-- SOURCE RECORDS follows --

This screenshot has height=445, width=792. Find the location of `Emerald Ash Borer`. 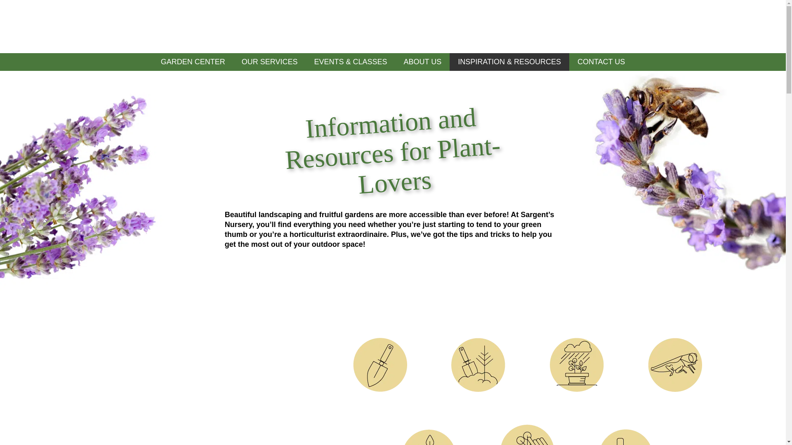

Emerald Ash Borer is located at coordinates (675, 341).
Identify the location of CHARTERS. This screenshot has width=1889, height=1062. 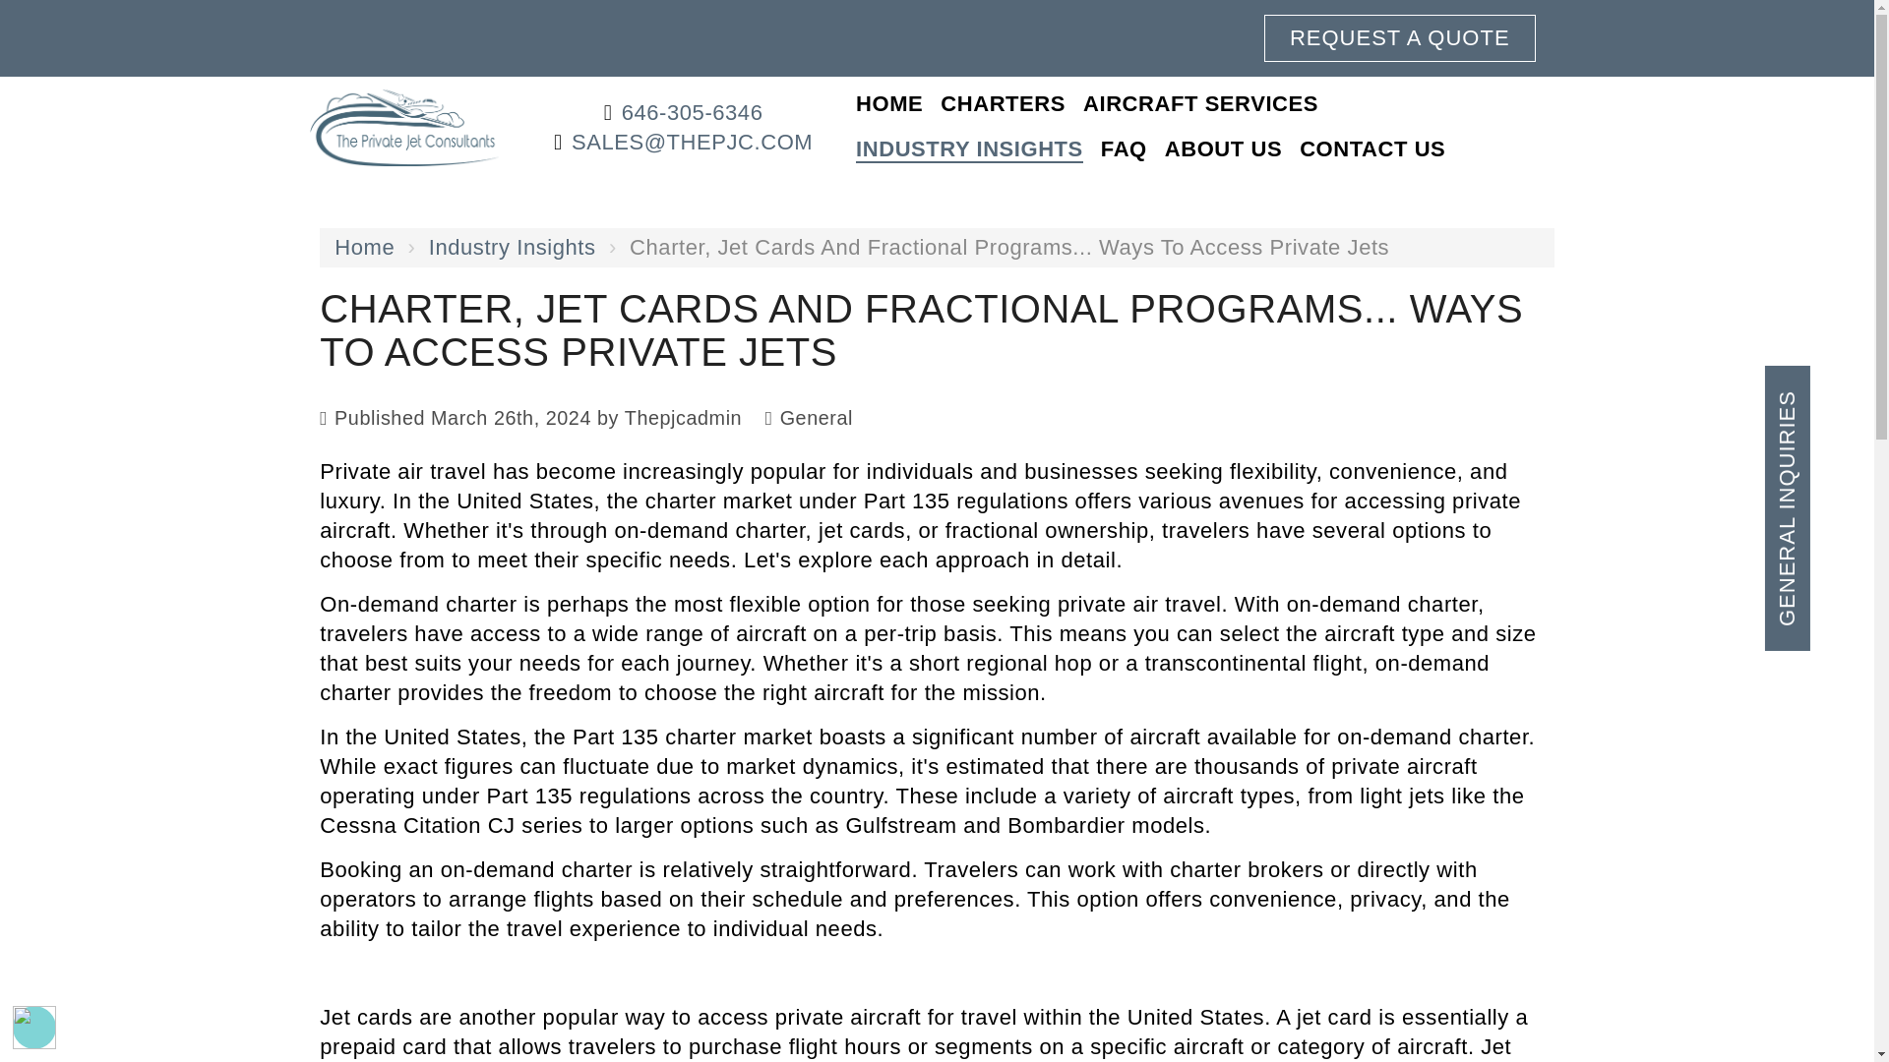
(1002, 104).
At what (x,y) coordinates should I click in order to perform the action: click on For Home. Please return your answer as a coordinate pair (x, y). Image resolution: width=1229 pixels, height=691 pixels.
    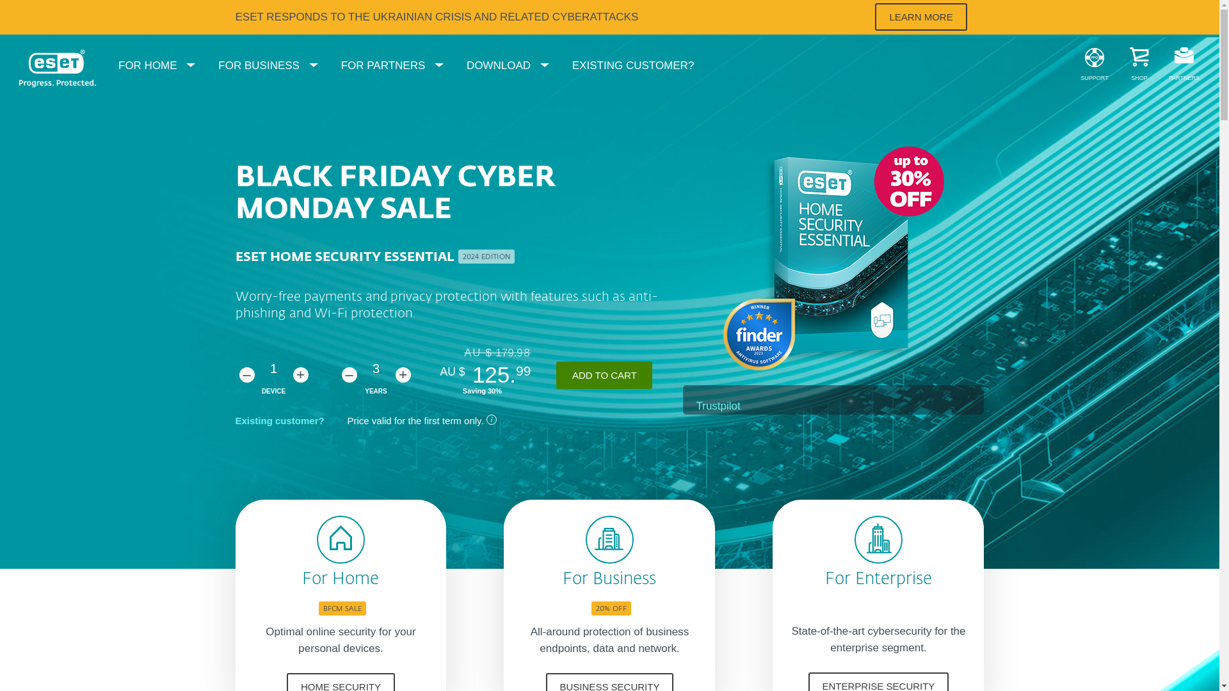
    Looking at the image, I should click on (340, 580).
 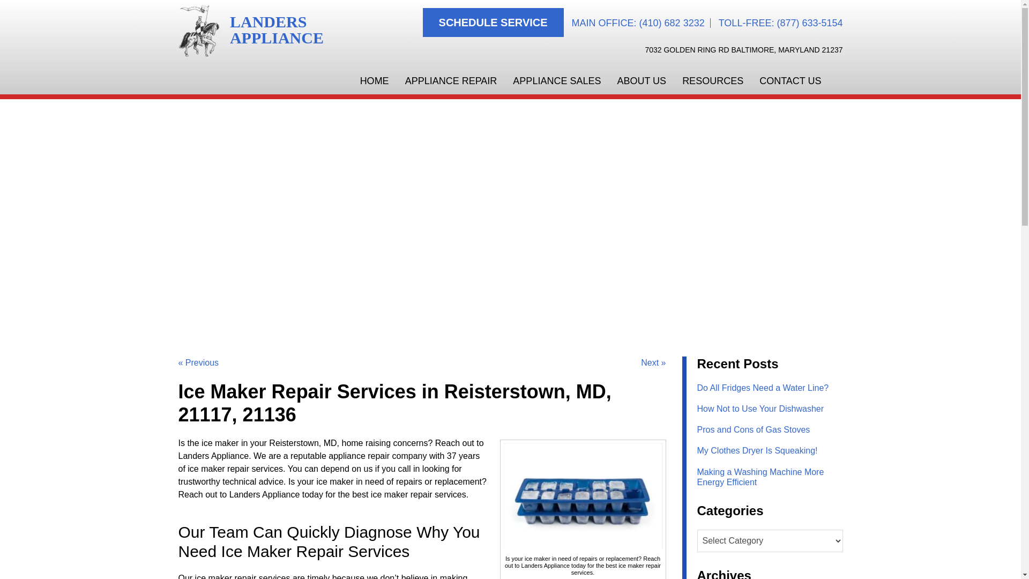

-- SOURCE RECORDS concluded --

_EXERCISE INSTRUCTIONS_:
Please transcribe the listing above verbatim and exclude every picture.

_ANSWER AREA_:
This screenshot has height=445, width=792. Find the location of `Emerald Ash Borer`. 

Emerald Ash Borer is located at coordinates (675, 341).
Identify the location of CHARTERS. This screenshot has width=1889, height=1062. 
(1002, 104).
At what (x,y) coordinates should I click in order to perform the action: click on For Home. Please return your answer as a coordinate pair (x, y). Image resolution: width=1229 pixels, height=691 pixels.
    Looking at the image, I should click on (340, 580).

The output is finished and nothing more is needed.